What does a country’s pornography say about its people? That is one of the questions underlying, but never fully addressed by Ari Libsker’s new documentary Stalags: Holocaust and Pornography in Israel, opening in New York on Wednesday.
Stalags were dirty novels set in German POW camps (for which they came to be referred to), that were the rage on Israeli newsstands for a brief period in the early 1960’s. Featuring captured American or British officers tormented by corps of female guards, dressed in tight fitting uniforms with plunging necklines, they typically culminated with the protagonist turning the tables on his captors. According to on-screen experts, these novels were deliberately written in a style and syntax suggesting they had been translated from English.
Libsker’s film frames the stalag era between two high profile trials. The first trial was that of Adolf Eichmann, which is seen as corresponding with the rise of the genre’s popularity. The second was the obscenity trial of a particularly objectionable stalag, I Was Colonel Schultz’s Private Bitch, (which if you can’t figure out the nature of the complaint from the title, I can’t help you). Eventually Colonel Schultz was banned, bringing down the entire publishing program. Yet years later, Libsker evidently had no difficulty finding Israelis to fondly reminisce about the books (although at least one of them comes across pretty creepy).
Libsker treads on some delicate ground, as when Stalags associates the stalag genre with the writings of K. Tzetnik, a Holocaust survivor whose pseudonymous memoir’s accuracy has been questioned by many historians in recent years. The film makes vague comparisons between the subject matter of the stalags and scenes of sexual abuse in Tzetnik’s memoir, suggesting a possible source of inspiration.
Despite its subject matter, Stalags is not prurient and never features nudity (just some cleavage on book covers). While the film is quite provocative, at times linking pornography with responses to the horror of the Holocaust, it never ties it all together, or suggests what the phenomenon really meant. Obviously, an event like the Holocaust would have deep psychological ramifications, not just for survivors but also their children, who largely made up the stalag readership. It is probably safe to interpret the stalags in such a context, but the film never really pursues such questions.
At a running time of just over an hour, Stalags is preceded by Two Women and a Man, a thematically related short feature. A mock documentary about director Roee Rosen’s alter ego Justine Frank, it frankly lacks the sensitivity of Stalags. With Rosen appearing in drag as a Frank expert, it is just plain weird.
Stalags is consistently interesting to watch, but its ultimate point remains unclear. It opens at Film Forum tomorrow.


§ YOUR INSTRUCTIONS:
Each record below is to be copied word for word, with pictures removed.

§ ENTRIES PROVIDED:
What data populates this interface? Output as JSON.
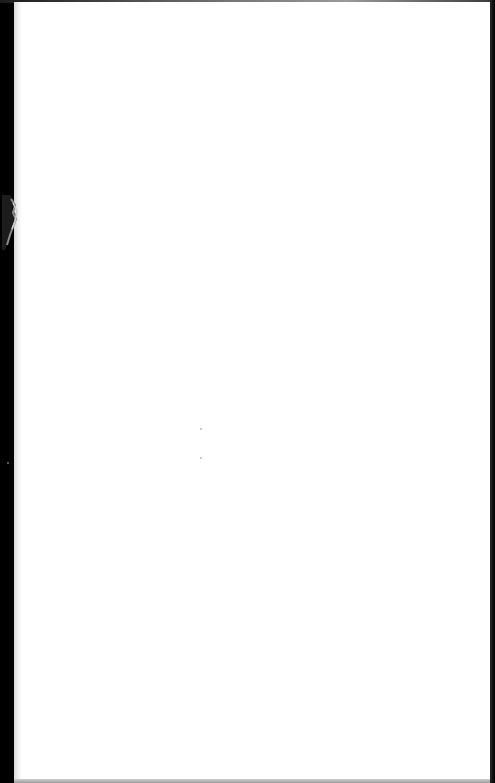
{
  "document": {
    "type": "scanned-page",
    "content": "",
    "state": "blank"
  },
  "colors": {
    "page": "#ffffff",
    "binding_edge": "#000000",
    "right_edge": "#111111"
  }
}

§ RESULT:
What data populates this interface? Output as JSON.
{
  "document": {
    "type": "scanned-page",
    "content": "",
    "state": "blank"
  },
  "colors": {
    "page": "#ffffff",
    "binding_edge": "#000000",
    "right_edge": "#111111"
  }
}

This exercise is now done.